Reason for writing - is I was at San Fran's Museum of Modern Art yesterday - saw something that made me think of you.
Dieter Ram is an industrial designer - did a lot of work with Braun in Germany. He has designed some very innovative tools...and created innovative designs for traditional tools. SFMOMA had an exhibit of his designs. On one wall -they shared his princples of good design...thought there might be some relevance to your interest in innovation...
So - here goes. Possible opportunities for adaptation to association management, maybe?
Dieter Ram's 10 Principles of Good Design
1. good design is innovative.
2. good design makes a product useful.
3. good design is asthetic.
4. good design makes a product understandable.
5. good design is honest.
6. good design is unobtrusive.
7. good design is long-lasting.
8. good design is thorough down to the last detail.
9. good design is environmentally friendly.
10. good design is as little design as possible (back to simplicity).
I wrote back and told Trish how odd it was that she should email me this, because just a few days before I had read a post of one of frog's blogs about the work of Dieter Ram, and how it had inspired me to prepare a post for Hourglass on its similarities to innovation in the association (and other) worlds. The frog post talks about Ram's collaborations with Braun and Apple, and highlights the following attributes as pivotal to their successes:
1. Close collaboration of designers and engineers, and deep involvement by designers in working with materials and manufacturing processes.
2. Supportive executives that made design integral to the way the company operated (Steve Jobs for Apple, and Erwin and Artur - the sons of founder Max Braun. And to their credit, when Gillette acquired Braun in 1963, they recognized the value of Braun's design team and gave it free reign.)
3. Obsessive attention to detail, supported by relatively long gestation cycles and an iterative, prototype-driven process.
4. A small, stable team (Apple's ID team is famously tight-knit, and the core of Braun's design team was largely unchanged for a quarter century during its golden age of output).
As far a recipes for innovation go, I prefer this shorter list than the one Trish sent over (although I remain jealous of her proximity to SFMOMA--one of my most favorite places in the world). Close collaboration of people with different perspectives, executives supportive of experimentation, obsessive attention to detail coupled with an iterative prototyping process, and small, stable teams who know their jobs and who they're innovating for--these are all themes that we've outlined in the WSAE white paper on innovation and which have been subjects of discussion on this blog.
"Funny how people and ideas are connected, isn’t it?" I wrote back to Trish and she replied:
Dare I get freaky in saying that there's a bigger force out there that connects like-minded folks at pivotal times in ways that defies description?
And when we listen intuitively and act accordingly - we have the opportunity to experience something that goes way beyond the intellectual realm....and often when we are able to blend intellectual and intuitive - we find innovation?
Blending the intellectual with the intuitive. Be sure to add a pinch of that to your innovation recipe.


* [Problem statement]:
Please state how many lines in the records below contain the word "chart", giving only the number.

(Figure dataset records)

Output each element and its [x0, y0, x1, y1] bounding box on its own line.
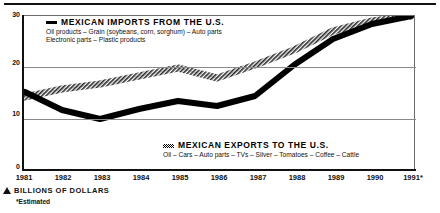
legend-exports-swatch-icon [163, 144, 174, 148]
units-footnote-label: BILLIONS OF DOLLARS [14, 186, 109, 195]
x-tick-1981: 1981 [16, 173, 33, 182]
x-axis-line [22, 169, 416, 171]
x-tick-1983: 1983 [94, 173, 111, 182]
x-tick-1991: 1991* [403, 173, 423, 182]
units-footnote: BILLIONS OF DOLLARS [3, 186, 109, 195]
y-tick-10: 10 [2, 110, 20, 117]
estimated-footnote: *Estimated [16, 198, 50, 206]
legend-imports-line1: Oil products – Grain (soybeans, corn, so… [46, 28, 346, 36]
x-tick-1987: 1987 [250, 173, 267, 182]
x-tick-1985: 1985 [172, 173, 189, 182]
legend-exports-line1: Oil – Cars – Auto parts – TVs – Silver –… [163, 151, 415, 159]
legend-imports: MEXICAN IMPORTS FROM THE U.S. Oil produc… [46, 17, 346, 43]
y-tick-0: 0 [2, 163, 20, 170]
legend-imports-line2: Electronic parts – Plastic products [46, 36, 346, 44]
y-tick-30: 30 [2, 11, 20, 18]
top-divider-rule [4, 3, 436, 5]
y-axis-line [22, 15, 24, 171]
x-tick-1982: 1982 [55, 173, 72, 182]
y-tick-20: 20 [2, 59, 20, 66]
x-tick-1988: 1988 [289, 173, 306, 182]
gridline-20 [23, 67, 416, 68]
x-tick-1984: 1984 [133, 173, 150, 182]
x-tick-1990: 1990 [367, 173, 384, 182]
legend-exports-title: MEXICAN EXPORTS TO THE U.S. [178, 140, 329, 151]
chart-figure: 30 20 10 0 MEXICAN IMPORTS FROM T [0, 0, 440, 213]
gridline-10 [23, 119, 416, 120]
legend-exports: MEXICAN EXPORTS TO THE U.S. Oil – Cars –… [163, 140, 415, 159]
x-tick-1989: 1989 [328, 173, 345, 182]
x-tick-1986: 1986 [211, 173, 228, 182]
x-axis-tick-labels: 1981 1982 1983 1984 1985 1986 1987 1988 … [22, 173, 416, 185]
legend-imports-title: MEXICAN IMPORTS FROM THE U.S. [61, 17, 224, 28]
triangle-bullet-icon [3, 187, 11, 194]
legend-imports-swatch-icon [46, 21, 57, 24]
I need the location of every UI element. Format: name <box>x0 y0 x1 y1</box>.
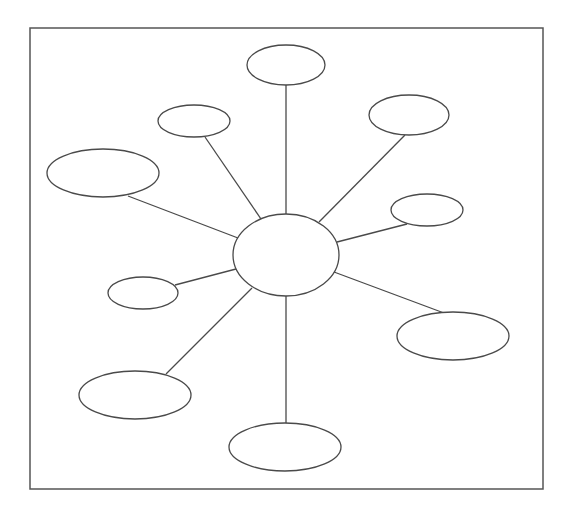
node-ellipse-upper-left[interactable] <box>158 105 230 137</box>
center-ellipse[interactable] <box>233 214 339 296</box>
connector-upper-left <box>205 137 261 219</box>
connector-lower-right <box>334 272 444 313</box>
node-top[interactable] <box>247 45 325 85</box>
node-ellipse-right[interactable] <box>391 194 463 226</box>
node-left-small[interactable] <box>108 277 178 309</box>
node-left[interactable] <box>47 149 159 197</box>
connector-left <box>128 196 238 238</box>
node-right[interactable] <box>391 194 463 226</box>
node-upper-left[interactable] <box>158 105 230 137</box>
node-ellipse-left[interactable] <box>47 149 159 197</box>
node-ellipse-lower-right[interactable] <box>397 312 509 360</box>
node-ellipse-top[interactable] <box>247 45 325 85</box>
node-ellipse-bottom[interactable] <box>229 423 341 471</box>
node-ellipse-upper-right[interactable] <box>369 95 449 135</box>
connector-left-small <box>175 269 236 285</box>
center-node[interactable] <box>233 214 339 296</box>
node-lower-right[interactable] <box>397 312 509 360</box>
node-ellipse-left-small[interactable] <box>108 277 178 309</box>
node-bottom[interactable] <box>229 423 341 471</box>
node-upper-right[interactable] <box>369 95 449 135</box>
connector-lower-left <box>166 288 252 374</box>
node-ellipse-lower-left[interactable] <box>79 371 191 419</box>
node-lower-left[interactable] <box>79 371 191 419</box>
connector-right <box>337 224 407 242</box>
spider-diagram <box>0 0 569 513</box>
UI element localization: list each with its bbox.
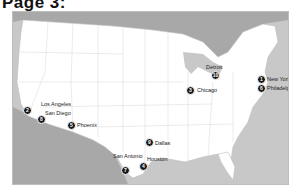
city-label: San Antonio [113, 153, 143, 159]
city-marker[interactable]: 1 [257, 75, 266, 84]
city-label: Los Angeles [41, 101, 71, 107]
city-marker[interactable]: 4 [139, 162, 148, 171]
city-marker[interactable]: 10 [211, 71, 220, 80]
us-map: 1 New York 2 Los Angeles 3 Chicago 4 Hou… [12, 11, 289, 185]
city-label: Philadelphia [267, 85, 289, 91]
city-label: San Diego [45, 110, 71, 116]
city-marker[interactable]: 9 [145, 138, 154, 147]
city-label: Phoenix [77, 122, 97, 128]
city-label: Chicago [197, 87, 217, 93]
city-label: Houston [147, 156, 168, 162]
city-label: New York [267, 76, 289, 82]
city-marker[interactable]: 8 [37, 115, 46, 124]
city-marker[interactable]: 2 [23, 106, 32, 115]
city-marker[interactable]: 7 [121, 166, 130, 175]
city-label: Detroit [206, 64, 222, 70]
city-label: Dallas [155, 140, 170, 146]
city-marker[interactable]: 3 [186, 86, 195, 95]
city-marker[interactable]: 6 [257, 84, 266, 93]
city-marker[interactable]: 5 [67, 121, 76, 130]
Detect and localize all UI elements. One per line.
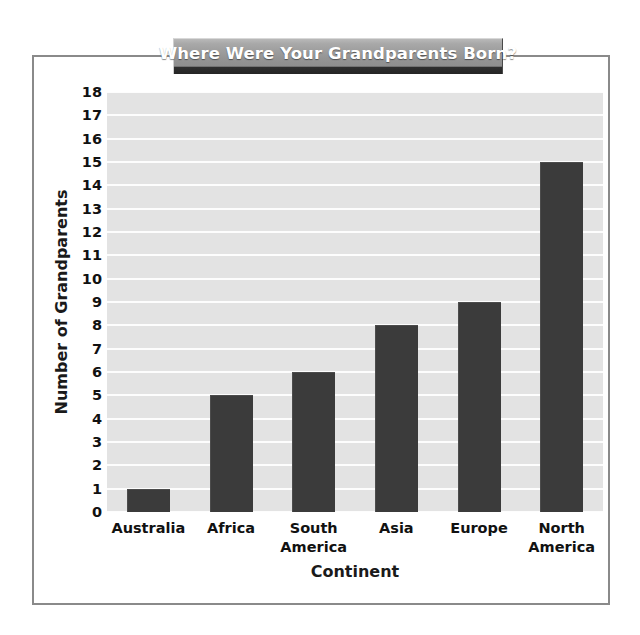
x-tick-label: Europe <box>438 516 521 564</box>
y-tick-label: 16 <box>62 131 102 146</box>
bar-slot <box>520 92 603 512</box>
x-tick-label: Africa <box>190 516 273 564</box>
bar[interactable] <box>210 395 253 512</box>
y-tick-label: 18 <box>62 85 102 100</box>
bar[interactable] <box>127 489 170 512</box>
y-tick-label: 2 <box>62 458 102 473</box>
bar-slot <box>438 92 521 512</box>
y-tick-label: 10 <box>62 271 102 286</box>
y-tick-label: 4 <box>62 411 102 426</box>
bar-series <box>107 92 603 512</box>
y-tick-label: 7 <box>62 341 102 356</box>
chart-title: Where Were Your Grandparents Born? <box>159 39 517 68</box>
bar-slot <box>190 92 273 512</box>
y-tick-label: 3 <box>62 435 102 450</box>
y-axis-tick-labels: 0123456789101112131415161718 <box>62 92 102 512</box>
bar[interactable] <box>292 372 335 512</box>
y-tick-label: 0 <box>62 505 102 520</box>
y-tick-label: 6 <box>62 365 102 380</box>
y-tick-label: 14 <box>62 178 102 193</box>
x-tick-label: SouthAmerica <box>272 516 355 564</box>
bar[interactable] <box>458 302 501 512</box>
bar[interactable] <box>375 325 418 512</box>
y-tick-label: 11 <box>62 248 102 263</box>
y-tick-label: 8 <box>62 318 102 333</box>
bar-slot <box>355 92 438 512</box>
plot-area <box>107 92 603 512</box>
y-tick-label: 13 <box>62 201 102 216</box>
x-axis-tick-labels: AustraliaAfricaSouthAmericaAsiaEuropeNor… <box>107 516 603 564</box>
x-tick-label: NorthAmerica <box>520 516 603 564</box>
y-tick-label: 5 <box>62 388 102 403</box>
bar-slot <box>107 92 190 512</box>
x-tick-label: Australia <box>107 516 190 564</box>
y-tick-label: 15 <box>62 155 102 170</box>
bar-slot <box>272 92 355 512</box>
chart-title-banner: Where Were Your Grandparents Born? <box>173 38 503 74</box>
y-tick-label: 17 <box>62 108 102 123</box>
x-axis-label: Continent <box>107 562 603 581</box>
y-tick-label: 1 <box>62 481 102 496</box>
x-tick-label: Asia <box>355 516 438 564</box>
bar[interactable] <box>540 162 583 512</box>
y-tick-label: 12 <box>62 225 102 240</box>
y-tick-label: 9 <box>62 295 102 310</box>
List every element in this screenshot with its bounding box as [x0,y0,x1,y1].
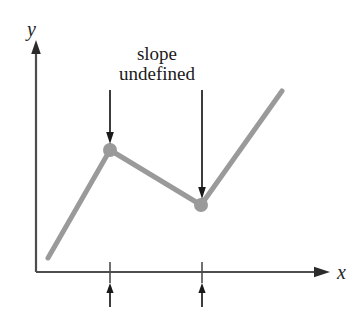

* [Exercise result]:
3